House debates

Wednesday, 23 November 2011

Adjournment

Uranium Exports

7:51 pm

Photo of Dennis JensenDennis Jensen (Tangney, Liberal Party) Share this | | Hansard source

I wish to congratulate the Prime Minister on her decision to pursue sales of uranium to India. Welcome to the 21st century, Prime Minister, and to a policy that was introduced by the Howard government years ago, only to be rescinded by the member for Griffith. Naysayers from the Left of the Labor Party and, unsurprisingly, all of the Greens Party, reject the sales because India is not a signatory to the Nuclear Non-Proliferation Treaty, or NNPT.

But, if they continue to proffer the merits of a clean energy future, Labor and the Greens cannot afford to cross the Prime Minister on this issue. India needs electricity to liberate some 400 million of its citizens from poverty. If the Greens have the trillions need to build solar farms and wind turbines, I am sure Delhi officials will be on the first carbon-neutral plane available to meet with Senator Brown and his brigade. As it stands, coal is the only other viable energy source for India. If we continue to block uranium supplies to India, they will simply pump more of that supposedly climate-changing carbon dioxide into the atmosphere.

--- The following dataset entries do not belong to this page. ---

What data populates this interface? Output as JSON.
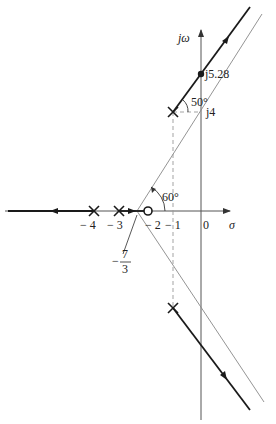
{
  "diagram": {
    "type": "root-locus",
    "axes": {
      "imag_label": "jω",
      "real_label": "σ",
      "origin_label": "0"
    },
    "real_axis_ticks": [
      {
        "label": "− 4",
        "value": -4
      },
      {
        "label": "− 3",
        "value": -3
      },
      {
        "label": "− 2",
        "value": -2
      },
      {
        "label": "− 1",
        "value": -1
      }
    ],
    "annotations": {
      "crossing": "j5.28",
      "imag_ref": "j4",
      "departure_angle": "50°",
      "asymptote_angle": "60°",
      "breakaway_num": "7",
      "breakaway_den": "3",
      "breakaway_sign": "−"
    },
    "poles": [
      {
        "re": -4,
        "im": 0
      },
      {
        "re": -3,
        "im": 0
      },
      {
        "re": -1,
        "im": 4
      },
      {
        "re": -1,
        "im": -4
      }
    ],
    "zeros": [
      {
        "re": -2,
        "im": 0
      }
    ],
    "colors": {
      "locus": "#1a1a1a",
      "axis": "#555555",
      "asymptote": "#777777",
      "dashed": "#888888"
    }
  }
}
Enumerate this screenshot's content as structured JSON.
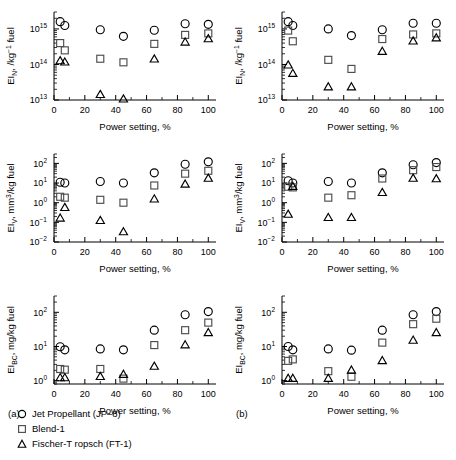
{
  "figure": {
    "panel_a_label": "(a)",
    "panel_b_label": "(b)",
    "xlabel": "Power setting, %",
    "xticks": [
      "0",
      "20",
      "40",
      "60",
      "80",
      "100"
    ],
    "xlim": [
      0,
      105
    ]
  },
  "legend": {
    "items": [
      {
        "marker": "circle",
        "label": "Jet Propellant (JP–8)"
      },
      {
        "marker": "square",
        "label": "Blend-1"
      },
      {
        "marker": "triangle",
        "label": "Fischer-T ropsch (FT-1)"
      }
    ]
  },
  "chart_data": [
    {
      "id": "a-top",
      "type": "scatter",
      "panel": "(a)",
      "title": "",
      "xlabel": "Power setting, %",
      "ylabel": "EI_N, /kg⁻¹ fuel",
      "ylabel_parts": {
        "pre": "EI",
        "sub": "N",
        "post": ", /kg",
        "sup": "−1",
        "tail": " fuel"
      },
      "xlim": [
        0,
        105
      ],
      "ylim": [
        10000000000000.0,
        3000000000000000.0
      ],
      "yticks": [
        10000000000000.0,
        100000000000000.0,
        1000000000000000.0
      ],
      "ytick_labels": [
        "10",
        "10",
        "10"
      ],
      "ytick_exponents": [
        "13",
        "14",
        "15"
      ],
      "log_y": true,
      "grid": false,
      "series": [
        {
          "name": "Jet Propellant (JP–8)",
          "marker": "circle",
          "points": [
            [
              4,
              1600000000000000.0
            ],
            [
              7,
              1250000000000000.0
            ],
            [
              30,
              950000000000000.0
            ],
            [
              45,
              620000000000000.0
            ],
            [
              65,
              920000000000000.0
            ],
            [
              85,
              1400000000000000.0
            ],
            [
              100,
              1350000000000000.0
            ]
          ]
        },
        {
          "name": "Blend-1",
          "marker": "square",
          "points": [
            [
              4,
              400000000000000.0
            ],
            [
              7,
              250000000000000.0
            ],
            [
              30,
              145000000000000.0
            ],
            [
              45,
              115000000000000.0
            ],
            [
              65,
              380000000000000.0
            ],
            [
              85,
              680000000000000.0
            ],
            [
              100,
              750000000000000.0
            ]
          ]
        },
        {
          "name": "Fischer-T ropsch (FT-1)",
          "marker": "triangle",
          "points": [
            [
              4,
              125000000000000.0
            ],
            [
              7,
              115000000000000.0
            ],
            [
              30,
              14000000000000.0
            ],
            [
              45,
              10500000000000.0
            ],
            [
              65,
              140000000000000.0
            ],
            [
              85,
              420000000000000.0
            ],
            [
              100,
              520000000000000.0
            ]
          ]
        }
      ]
    },
    {
      "id": "a-mid",
      "type": "scatter",
      "panel": "(a)",
      "xlabel": "Power setting, %",
      "ylabel": "EI_V, mm³/kg fuel",
      "ylabel_parts": {
        "pre": "EI",
        "sub": "V",
        "post": ", mm",
        "sup": "3",
        "tail": "/kg fuel"
      },
      "xlim": [
        0,
        105
      ],
      "ylim": [
        0.01,
        300
      ],
      "yticks": [
        0.01,
        0.1,
        1,
        10,
        100
      ],
      "ytick_labels": [
        "10",
        "10",
        "10",
        "10",
        "10"
      ],
      "ytick_exponents": [
        "−2",
        "−1",
        "0",
        "1",
        "2"
      ],
      "log_y": true,
      "grid": false,
      "series": [
        {
          "name": "Jet Propellant (JP–8)",
          "marker": "circle",
          "points": [
            [
              4,
              11
            ],
            [
              7,
              10
            ],
            [
              30,
              12
            ],
            [
              45,
              10
            ],
            [
              65,
              33
            ],
            [
              85,
              90
            ],
            [
              100,
              120
            ]
          ]
        },
        {
          "name": "Blend-1",
          "marker": "square",
          "points": [
            [
              4,
              2.0
            ],
            [
              7,
              1.8
            ],
            [
              30,
              1.4
            ],
            [
              45,
              1.0
            ],
            [
              65,
              7.5
            ],
            [
              85,
              30
            ],
            [
              100,
              42
            ]
          ]
        },
        {
          "name": "Fischer-T ropsch (FT-1)",
          "marker": "triangle",
          "points": [
            [
              4,
              0.16
            ],
            [
              7,
              0.55
            ],
            [
              30,
              0.12
            ],
            [
              45,
              0.032
            ],
            [
              65,
              1.5
            ],
            [
              85,
              8.5
            ],
            [
              100,
              17
            ]
          ]
        }
      ]
    },
    {
      "id": "a-bot",
      "type": "scatter",
      "panel": "(a)",
      "xlabel": "Power setting, %",
      "ylabel": "EI_BC, mg/kg fuel",
      "ylabel_parts": {
        "pre": "EI",
        "sub": "BC",
        "post": ", mg/kg fuel",
        "sup": "",
        "tail": ""
      },
      "xlim": [
        0,
        105
      ],
      "ylim": [
        0.8,
        300
      ],
      "yticks": [
        1,
        10,
        100
      ],
      "ytick_labels": [
        "10",
        "10",
        "10"
      ],
      "ytick_exponents": [
        "0",
        "1",
        "2"
      ],
      "log_y": true,
      "grid": false,
      "series": [
        {
          "name": "Jet Propellant (JP–8)",
          "marker": "circle",
          "points": [
            [
              4,
              9.8
            ],
            [
              7,
              8.0
            ],
            [
              30,
              8.5
            ],
            [
              45,
              8.0
            ],
            [
              65,
              30
            ],
            [
              85,
              85
            ],
            [
              100,
              105
            ]
          ]
        },
        {
          "name": "Blend-1",
          "marker": "square",
          "points": [
            [
              4,
              2.2
            ],
            [
              7,
              2.1
            ],
            [
              30,
              2.2
            ],
            [
              45,
              1.15
            ],
            [
              65,
              11
            ],
            [
              85,
              30
            ],
            [
              100,
              50
            ]
          ]
        },
        {
          "name": "Fischer-T ropsch (FT-1)",
          "marker": "triangle",
          "points": [
            [
              4,
              1.2
            ],
            [
              7,
              1.2
            ],
            [
              30,
              1.3
            ],
            [
              45,
              1.5
            ],
            [
              65,
              2.6
            ],
            [
              85,
              11
            ],
            [
              100,
              25
            ]
          ]
        }
      ]
    },
    {
      "id": "b-top",
      "type": "scatter",
      "panel": "(b)",
      "xlabel": "Power setting, %",
      "ylabel": "EI_N, /kg⁻¹ fuel",
      "ylabel_parts": {
        "pre": "EI",
        "sub": "N",
        "post": ", /kg",
        "sup": "−1",
        "tail": " fuel"
      },
      "xlim": [
        0,
        105
      ],
      "ylim": [
        10000000000000.0,
        3000000000000000.0
      ],
      "yticks": [
        10000000000000.0,
        100000000000000.0,
        1000000000000000.0
      ],
      "ytick_labels": [
        "10",
        "10",
        "10"
      ],
      "ytick_exponents": [
        "13",
        "14",
        "15"
      ],
      "log_y": true,
      "grid": false,
      "series": [
        {
          "name": "Jet Propellant (JP–8)",
          "marker": "circle",
          "points": [
            [
              4,
              1600000000000000.0
            ],
            [
              7,
              1250000000000000.0
            ],
            [
              30,
              1000000000000000.0
            ],
            [
              45,
              650000000000000.0
            ],
            [
              65,
              950000000000000.0
            ],
            [
              85,
              1450000000000000.0
            ],
            [
              100,
              1450000000000000.0
            ]
          ]
        },
        {
          "name": "Blend-1",
          "marker": "square",
          "points": [
            [
              4,
              900000000000000.0
            ],
            [
              7,
              450000000000000.0
            ],
            [
              30,
              135000000000000.0
            ],
            [
              45,
              75000000000000.0
            ],
            [
              65,
              520000000000000.0
            ],
            [
              85,
              700000000000000.0
            ],
            [
              100,
              750000000000000.0
            ]
          ]
        },
        {
          "name": "Fischer-T ropsch (FT-1)",
          "marker": "triangle",
          "points": [
            [
              4,
              95000000000000.0
            ],
            [
              7,
              55000000000000.0
            ],
            [
              30,
              23000000000000.0
            ],
            [
              45,
              23000000000000.0
            ],
            [
              65,
              230000000000000.0
            ],
            [
              85,
              450000000000000.0
            ],
            [
              100,
              550000000000000.0
            ]
          ]
        }
      ]
    },
    {
      "id": "b-mid",
      "type": "scatter",
      "panel": "(b)",
      "xlabel": "Power setting, %",
      "ylabel": "EI_V, mm³/kg fuel",
      "ylabel_parts": {
        "pre": "EI",
        "sub": "V",
        "post": ", mm",
        "sup": "3",
        "tail": "/kg fuel"
      },
      "xlim": [
        0,
        105
      ],
      "ylim": [
        0.01,
        300
      ],
      "yticks": [
        0.01,
        0.1,
        1,
        10,
        100
      ],
      "ytick_labels": [
        "10",
        "10",
        "10",
        "10",
        "10"
      ],
      "ytick_exponents": [
        "−2",
        "−1",
        "0",
        "1",
        "2"
      ],
      "log_y": true,
      "grid": false,
      "series": [
        {
          "name": "Jet Propellant (JP–8)",
          "marker": "circle",
          "points": [
            [
              4,
              13
            ],
            [
              7,
              10
            ],
            [
              30,
              12
            ],
            [
              45,
              10
            ],
            [
              65,
              33
            ],
            [
              85,
              85
            ],
            [
              100,
              110
            ]
          ]
        },
        {
          "name": "Blend-1",
          "marker": "square",
          "points": [
            [
              4,
              6.5
            ],
            [
              7,
              6.0
            ],
            [
              30,
              1.8
            ],
            [
              45,
              2.4
            ],
            [
              65,
              17
            ],
            [
              85,
              45
            ],
            [
              100,
              65
            ]
          ]
        },
        {
          "name": "Fischer-T ropsch (FT-1)",
          "marker": "triangle",
          "points": [
            [
              4,
              0.25
            ],
            [
              7,
              6.5
            ],
            [
              30,
              0.17
            ],
            [
              45,
              0.17
            ],
            [
              65,
              3.2
            ],
            [
              85,
              17
            ],
            [
              100,
              16
            ]
          ]
        }
      ]
    },
    {
      "id": "b-bot",
      "type": "scatter",
      "panel": "(b)",
      "xlabel": "Power setting, %",
      "ylabel": "EI_BC, mg/kg fuel",
      "ylabel_parts": {
        "pre": "EI",
        "sub": "BC",
        "post": ", mg/kg fuel",
        "sup": "",
        "tail": ""
      },
      "xlim": [
        0,
        105
      ],
      "ylim": [
        0.8,
        300
      ],
      "yticks": [
        1,
        10,
        100
      ],
      "ytick_labels": [
        "10",
        "10",
        "10"
      ],
      "ytick_exponents": [
        "0",
        "1",
        "2"
      ],
      "log_y": true,
      "grid": false,
      "series": [
        {
          "name": "Jet Propellant (JP–8)",
          "marker": "circle",
          "points": [
            [
              4,
              10
            ],
            [
              7,
              8.0
            ],
            [
              30,
              8.5
            ],
            [
              45,
              7.8
            ],
            [
              65,
              30
            ],
            [
              85,
              85
            ],
            [
              100,
              105
            ]
          ]
        },
        {
          "name": "Blend-1",
          "marker": "square",
          "points": [
            [
              4,
              3.8
            ],
            [
              7,
              4.2
            ],
            [
              30,
              1.9
            ],
            [
              45,
              1.3
            ],
            [
              65,
              13
            ],
            [
              85,
              45
            ],
            [
              100,
              65
            ]
          ]
        },
        {
          "name": "Fischer-T ropsch (FT-1)",
          "marker": "triangle",
          "points": [
            [
              4,
              1.15
            ],
            [
              7,
              1.15
            ],
            [
              30,
              1.15
            ],
            [
              45,
              2.0
            ],
            [
              65,
              3.8
            ],
            [
              85,
              15
            ],
            [
              100,
              25
            ]
          ]
        }
      ]
    }
  ]
}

Perhaps it is an opportune time to examine the history of the Nuclear Non-Proliferation Treaty and the implications that holds for Australia today and into the future. The NNPT came into effect in 1970, in a simpler time with regard to nuclear diplomacy. Signatories included the nuclear weapon states, the US, the USSR—which is now Russia—China, France and the UK, who also happen to be the five permanent members of the UN Security Council, harking back to the end of the Second World War.

The NNPT addresses three major areas. The first is non-proliferation, which is the part of the treaty most often referred to. This provision means signatories agree that the only nations allowed to possess nuclear weapons are the five nuclear weapon states. No other states can procure nuclear weapons capabilities or sell any material to a nation attempting to procure such a capability. The second and third parts of the NNPT are not as well known and are often conveniently forgotten for the benefit of ideological arguments used to prevent sales to nations such as India.

The second part relates to disarmament, where signatories agree to reduce and eventually eradicate their weapons capability. With China expanding and modernising its nuclear arsenal, one would question the commitment of the nuclear weapon states to their own treaty. Additionally, Iran, also a signatory, is working very closely with another rogue state, North Korea, on the development of nuclear weapons and ballistic missile technology. Yet Iran is a nation that many on Labor's Left would apparently be prepared to sell uranium to simply because they are a signatory to the NNPT. China and Iran proliferate despite having signed the non-proliferation treaty; India abides by the treaty but is not a signatory. Australia rewards dishonest states and punishes a democracy that plays by the rules.

The third part relates to the peaceful use of nuclear power, and the sale of nuclear-power-generation technology to signatory states. China and Russia have a highly questionable record when it comes to the sale of nuclear weapon capabilities to other nations. This is in stark contrast to India, who, by all accounts, has an exemplary record in this regard, apart from the acquisition of a nuclear weapons capability for its own defence needs. In addition, of all known nuclear-weapons-capable nations, India stands alone in explicitly ruling out the first use of nuclear weapons.

The left hand of the Labor Party does not know what its far-left hand is doing. It is irresponsible for the Prime Minister to workshop this foreign affairs decision in the public sphere to see whether it will float or sink with voting Australia. If the Prime Minister manages to push this policy through Labor's conference she has the legislative get-out-of-jail-free card of no nuclear power in Australia. But, if uranium is too dangerous for personal consumption, how can we morally sell it to anyone else?